Popcorn from an old-fashioned cart shows we are traditional and have been here a long time, and will continue to be here a long time in the future. Functional requirements: Show we are your neighbors and a trusted part of your community. Need: We are a trusted place to shop. How else can we build trust in this new market segment? How about our brands, satisfaction guarantees, our current customers who are respected in the community?
Food sales require a city license, trained operators, food handling protocols. This is a constraint that makes it expensive and time consuming. Our focus is to sell sports wear, and the popcorn could be a distraction.
Popcorn oil can damage our sample products. Kids and adults eating the popcorn and then touching the products will leave fingerprints and stains that will make our samples unattractive and discourage potential shoppers. This is another negative.
If you have attended a QFD Green Belt® course, you remember that this solution-to-need translation is the job of the Customer Voice table and that the analysis of solution constraints is the job of the Maximum Value table.
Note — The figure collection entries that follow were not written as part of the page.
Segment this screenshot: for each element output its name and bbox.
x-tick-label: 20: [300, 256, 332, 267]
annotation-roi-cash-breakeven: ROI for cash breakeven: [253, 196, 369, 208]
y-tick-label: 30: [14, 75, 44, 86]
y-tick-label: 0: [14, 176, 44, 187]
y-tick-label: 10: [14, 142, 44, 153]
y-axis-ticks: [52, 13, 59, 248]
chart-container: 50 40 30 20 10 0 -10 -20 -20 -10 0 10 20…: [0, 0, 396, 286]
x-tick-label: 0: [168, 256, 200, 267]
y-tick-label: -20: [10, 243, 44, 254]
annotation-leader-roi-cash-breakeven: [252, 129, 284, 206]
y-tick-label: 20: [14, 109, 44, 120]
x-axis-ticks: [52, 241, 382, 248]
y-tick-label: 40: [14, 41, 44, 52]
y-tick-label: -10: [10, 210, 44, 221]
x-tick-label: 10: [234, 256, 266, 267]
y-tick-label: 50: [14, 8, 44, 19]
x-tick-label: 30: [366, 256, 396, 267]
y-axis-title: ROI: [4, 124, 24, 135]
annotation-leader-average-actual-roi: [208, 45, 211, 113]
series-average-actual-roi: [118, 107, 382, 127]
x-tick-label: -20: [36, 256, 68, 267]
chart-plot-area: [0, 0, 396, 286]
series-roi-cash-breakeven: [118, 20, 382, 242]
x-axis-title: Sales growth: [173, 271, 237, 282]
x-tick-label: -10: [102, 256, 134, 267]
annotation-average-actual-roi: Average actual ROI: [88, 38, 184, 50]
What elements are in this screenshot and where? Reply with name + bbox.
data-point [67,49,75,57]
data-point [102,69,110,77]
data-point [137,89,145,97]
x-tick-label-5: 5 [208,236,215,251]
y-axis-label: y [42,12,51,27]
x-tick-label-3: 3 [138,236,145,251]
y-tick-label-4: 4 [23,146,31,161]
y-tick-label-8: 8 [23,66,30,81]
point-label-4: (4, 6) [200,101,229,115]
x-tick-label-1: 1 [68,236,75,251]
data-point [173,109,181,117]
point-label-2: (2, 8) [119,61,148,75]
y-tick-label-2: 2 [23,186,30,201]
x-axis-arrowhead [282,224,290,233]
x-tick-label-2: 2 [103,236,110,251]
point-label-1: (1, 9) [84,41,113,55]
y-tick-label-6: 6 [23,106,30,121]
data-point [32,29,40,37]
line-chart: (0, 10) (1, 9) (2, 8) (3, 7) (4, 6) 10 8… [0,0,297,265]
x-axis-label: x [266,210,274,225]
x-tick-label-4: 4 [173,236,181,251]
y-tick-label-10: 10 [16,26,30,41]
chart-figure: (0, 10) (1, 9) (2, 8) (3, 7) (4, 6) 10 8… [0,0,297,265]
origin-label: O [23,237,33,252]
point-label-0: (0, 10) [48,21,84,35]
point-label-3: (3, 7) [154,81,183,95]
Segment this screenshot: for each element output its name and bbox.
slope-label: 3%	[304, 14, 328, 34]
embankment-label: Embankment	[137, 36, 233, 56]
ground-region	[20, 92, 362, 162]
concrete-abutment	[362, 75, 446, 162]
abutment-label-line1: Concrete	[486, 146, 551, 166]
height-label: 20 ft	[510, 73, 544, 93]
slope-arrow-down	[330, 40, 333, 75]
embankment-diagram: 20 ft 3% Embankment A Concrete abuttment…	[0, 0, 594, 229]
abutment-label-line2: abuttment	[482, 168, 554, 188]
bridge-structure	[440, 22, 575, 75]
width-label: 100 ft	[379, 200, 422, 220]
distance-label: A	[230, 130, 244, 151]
Both are new tools  in Modern Blitz QFD®. These are core tools in the QFD Green Belt® Course offered in St. Augustine on October 21-November 1, 2012.

02 May 2012

Blink Blink QFD

In his May 1 2012 New York Times article "BlackBerry 10 Prototype Is Given to Developers," Ian Austen quotes Michael Gartenberg, an analyst at Gartner, [who] "said he was particularly impressed with BlackBerry 10s camera software. It captures extra frames when a photo is taken, allowing users to go backward or forward to a certain moment in time to find a better picture. “

This shows people how they can use devices, how it’s not just speeds and mega pixels, and it’s more like, ‘How do I get the right shot when I’m standing in Disneyland and one of the kids blinks? ”

This is what QFD is all about. Even if the customer talks about speed and mega pixels, their real need is to get a good shot of the kids at Disneyland with their eyes open.
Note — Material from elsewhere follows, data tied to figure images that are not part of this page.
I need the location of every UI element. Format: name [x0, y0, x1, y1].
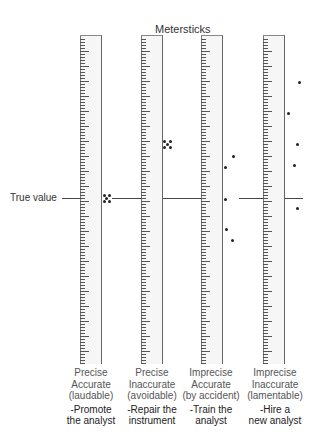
measurement-dot [287, 112, 290, 115]
diagram-title: Metersticks [155, 23, 211, 35]
caption-accuracy: Inaccurate [129, 379, 176, 390]
measurement-dot [169, 146, 172, 149]
measurement-dot [108, 200, 111, 203]
true-value-line-segment-3 [239, 198, 263, 199]
caption-precision: Imprecise [253, 367, 296, 378]
ruler-ticks [263, 36, 284, 364]
caption-action-1: -Repair the [127, 404, 176, 415]
caption-verdict: (avoidable) [127, 390, 176, 401]
true-value-line-segment-1 [112, 198, 141, 199]
measurement-dot [298, 81, 301, 84]
true-value-line-segment-2 [163, 198, 201, 199]
caption-precision: Precise [135, 367, 168, 378]
caption-verdict: (by accident) [182, 390, 239, 401]
measurement-dot [103, 200, 106, 203]
caption-action-1: -Hire a [260, 404, 290, 415]
measurement-dot [231, 239, 234, 242]
measurement-dot [169, 140, 172, 143]
meterstick-4 [263, 35, 285, 364]
measurement-dot [224, 198, 227, 201]
measurement-dot [224, 166, 227, 169]
caption-action-2: analyst [195, 415, 227, 426]
caption-accuracy: Accurate [71, 379, 110, 390]
measurement-dot [225, 228, 228, 231]
meterstick-3 [201, 35, 223, 364]
true-value-line-segment-4 [285, 198, 303, 199]
ruler-ticks [141, 36, 162, 364]
caption-verdict: (laudable) [69, 390, 113, 401]
meterstick-1 [80, 35, 102, 364]
caption-verdict: (lamentable) [247, 390, 303, 401]
caption-action-1: -Promote [70, 404, 111, 415]
caption-precision: Imprecise [189, 367, 232, 378]
measurement-dot [296, 143, 299, 146]
measurement-dot [108, 194, 111, 197]
true-value-line-segment-0 [62, 198, 80, 199]
true-value-label: True value [10, 192, 57, 203]
measurement-dot [163, 146, 166, 149]
caption-accuracy: Accurate [191, 379, 230, 390]
caption-action-2: instrument [129, 415, 176, 426]
measurement-dot [293, 164, 296, 167]
caption-accuracy: Inaccurate [252, 379, 299, 390]
measurement-dot [296, 207, 299, 210]
ruler-ticks [201, 36, 222, 364]
caption-imprecise-inaccurate: Imprecise Inaccurate (lamentable) -Hire … [239, 367, 311, 427]
caption-action-1: -Train the [190, 404, 232, 415]
caption-imprecise-accurate: Imprecise Accurate (by accident) -Train … [175, 367, 247, 427]
meterstick-2 [141, 35, 163, 364]
caption-precision: Precise [74, 367, 107, 378]
caption-action-2: new analyst [249, 415, 302, 426]
caption-action-2: the analyst [67, 415, 115, 426]
measurement-dot [232, 155, 235, 158]
ruler-ticks [80, 36, 101, 364]
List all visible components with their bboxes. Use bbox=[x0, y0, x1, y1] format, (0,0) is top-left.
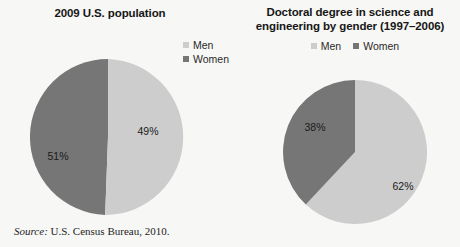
legend-label-men: Men bbox=[193, 39, 213, 51]
legend-swatch-men-icon bbox=[311, 43, 317, 49]
source-label: Source: bbox=[14, 225, 48, 237]
legend-label-men: Men bbox=[321, 40, 341, 52]
legend-item-women: Women bbox=[183, 53, 229, 65]
pie-chart-us-population: 51% 49% bbox=[30, 59, 186, 215]
pie-chart-doctoral-degree: 38% 62% bbox=[283, 80, 427, 224]
pie-label-women: 38% bbox=[304, 121, 325, 133]
legend-label-women: Women bbox=[193, 53, 229, 65]
pie-label-women: 51% bbox=[47, 150, 68, 162]
chart-title-doctoral-degree: Doctoral degree in science and engineeri… bbox=[240, 6, 460, 33]
legend-item-women: Women bbox=[353, 40, 399, 52]
figure-two-pie-charts: 2009 U.S. population Men Women 51% 49% D… bbox=[0, 0, 460, 247]
source-text: U.S. Census Bureau, 2010. bbox=[51, 225, 170, 237]
legend-swatch-women-icon bbox=[353, 43, 359, 49]
legend-item-men: Men bbox=[311, 40, 341, 52]
chart-title-us-population: 2009 U.S. population bbox=[10, 7, 210, 21]
legend-item-men: Men bbox=[183, 39, 213, 51]
source-note: Source: U.S. Census Bureau, 2010. bbox=[14, 225, 169, 237]
legend-us-population: Men Women bbox=[183, 39, 229, 65]
legend-label-women: Women bbox=[363, 40, 399, 52]
legend-swatch-men-icon bbox=[183, 42, 189, 48]
legend-doctoral-degree: Men Women bbox=[296, 40, 414, 52]
pie-label-men: 62% bbox=[392, 180, 413, 192]
pie-label-men: 49% bbox=[137, 125, 158, 137]
pie-slice-women bbox=[30, 59, 108, 215]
Once we get engineers to understand what outcome the customer demands, then they can focus their technical skills on delivering that outcome.

Even as I write this blog, I am thinking, "Wow, take 3 shots at the same time and pick the best one. But wait, what if one kid is blinking in one shot and another kid in the other shot. Can't the camera "photshop" the three frames and combine them into one with all eyes open? " Let's give 3 cheers to RIM.